The longest day of the year has just passed (belated Bright Solstice blessings!). The nights are now lengthening, darkness expanding slowly but surely, to balance and surpass daylight hours. Most people I know love the long days and short nights of summer, and there's a certain sadness tinging their reflections on this longest (if not hottest; the "dog days" of summer are yet to come) day passing beyond us.

But I, though loath to dwell on how much heat still stretches before the first cool, crisp mornings of autumn, am very glad to have reached the drawing-down half of the year, the point of turning toward the dark.

Am I a depressed soul, seeking literal darkness to mirror within? No, not at all. And I've nothing against sunshine itself and drawn-out sunsets with daylight so reluctant to yield the cosmic stage. It's all beautiful.

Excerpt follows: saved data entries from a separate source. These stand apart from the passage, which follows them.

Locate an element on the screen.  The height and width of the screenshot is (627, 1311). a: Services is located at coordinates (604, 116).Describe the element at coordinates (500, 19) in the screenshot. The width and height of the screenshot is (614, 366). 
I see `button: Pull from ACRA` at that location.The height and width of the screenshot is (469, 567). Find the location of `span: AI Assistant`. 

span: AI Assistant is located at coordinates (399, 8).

But there is something innate, some core part of my very being, that yearns for the early-dark days of autumn and winter and all that comes with them.

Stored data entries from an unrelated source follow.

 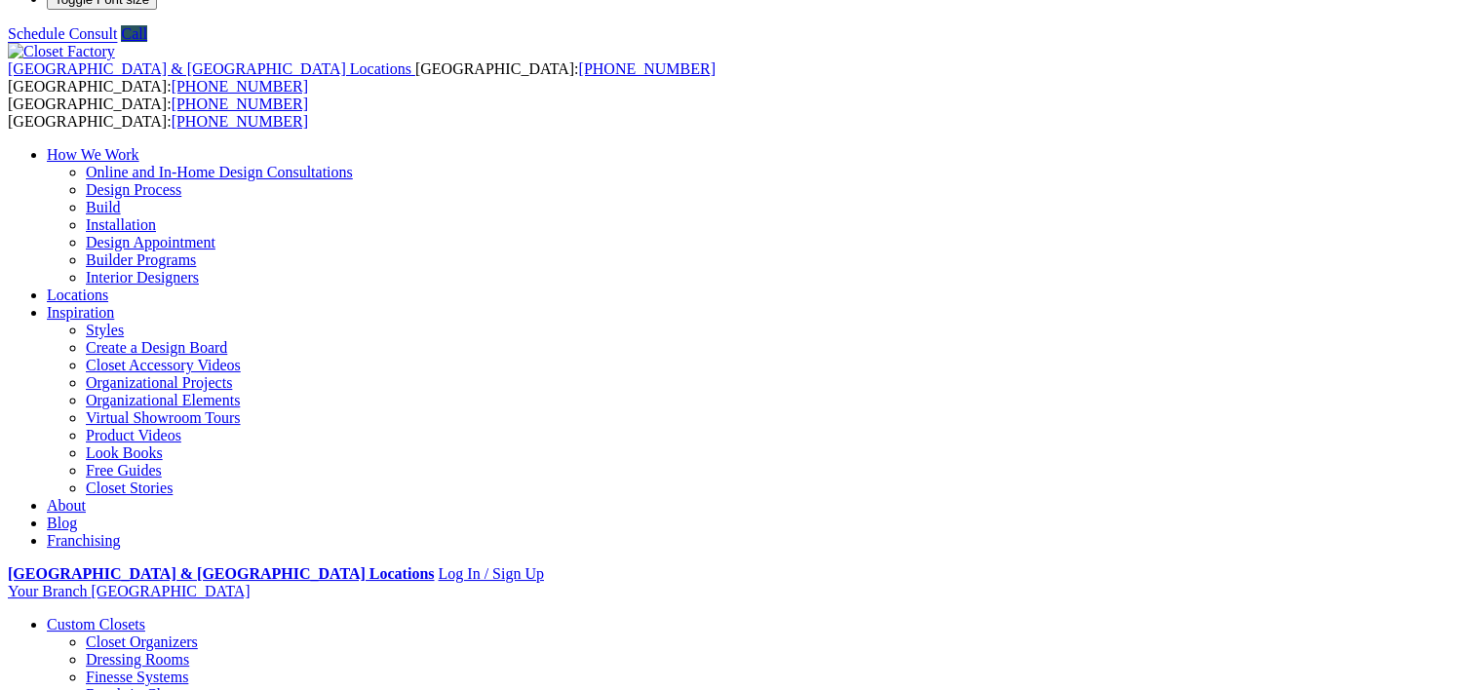 I want to click on a: Look Books, so click(x=124, y=452).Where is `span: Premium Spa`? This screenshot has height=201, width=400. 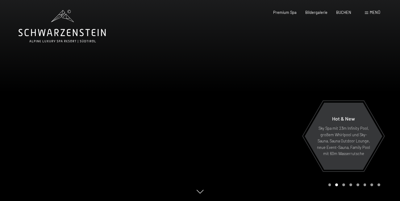 span: Premium Spa is located at coordinates (285, 12).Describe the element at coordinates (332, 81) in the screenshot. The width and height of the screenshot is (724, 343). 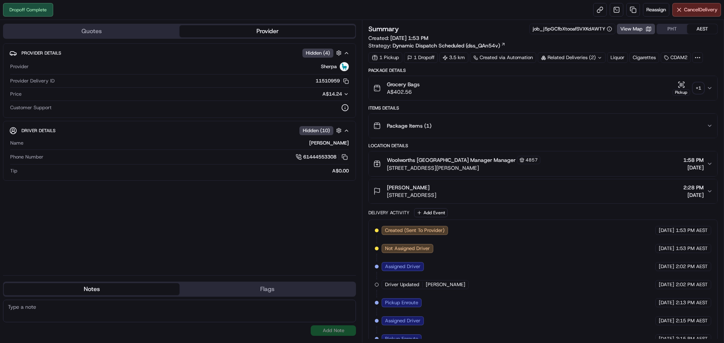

Perhaps it's that I myself am of autumn, born wrapped in its cool leaf-glittered air. I do find comfort in the long darkness and the sharper clarity of evening's chill. It seems to me a better time for reflection and introspection, and a time for other excitements, far from the teeming, sweaty bustle of summer-scorched pastimes.

Maybe each of our souls resonates most strongly with a particular season that stirs us at an elemental level; maybe we each are spirit-forged with certain binding notes, and when we feel the earth moving into place to play our music, we cannot help but crave and yearn and come alive. We feel the beat and we must dance.

Summer is upon us. But the longest day has passed, and now I feel the turning, pulling at my soul, quickening the rhythm and my steps toward the long-dark nights of home.